Alitalia and Air France fly to Naples from Toronto and Montreal with connections in Rome and Paris. Naples is 90 minutes from Rome by car on the A1. Trains from Rome to Naples depart from the Tiburtina or Termini stations ( www.italiarail.com). In Naples, the Circumvesuviana train from the central station goes to both Pompeii and Herculaneum (Ercolano).

Where to stay

Chiaja Hotel de Charme 39 (081) 415-555; www.hotelchiaia.it. Double rooms from $169, including breakfast. A former brothel in the centre of town on a pedestrians-only shopping street.

Where to eat

Da Michele Via Cesare Sersale 1-3. You can't avoid pizza in Naples.

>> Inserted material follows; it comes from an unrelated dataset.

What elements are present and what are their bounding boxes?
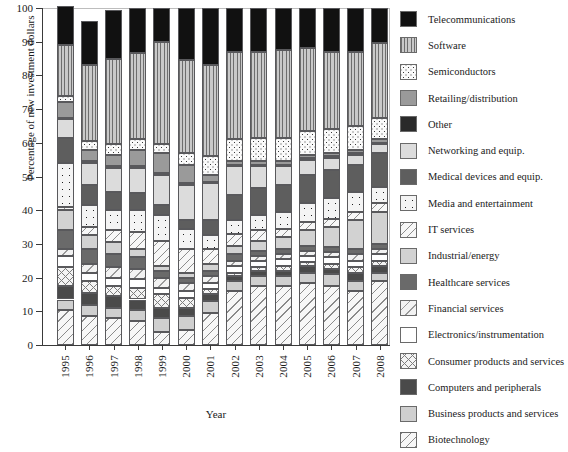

This place makes only two varieties, Margherita or marinara (tomatoes, garlic, oregano, cheese and olive oil).

Vadinchenia Via Pontano 21. For fresh seafood a few blocks north of the Hotel Chiaja.

What to do

Context Travel 1-888-467-1986; contexttravel.com. Its agents lead walking tours of Naples's museums, architecture, and history as well as excursions to Pompeii, Herculaneum and Paestum (Greek ruins 2,600 years old, about two hours south of Naples).

Pompeii is a featured destination on The Globe's Mediterranean Odyssey cruise this August.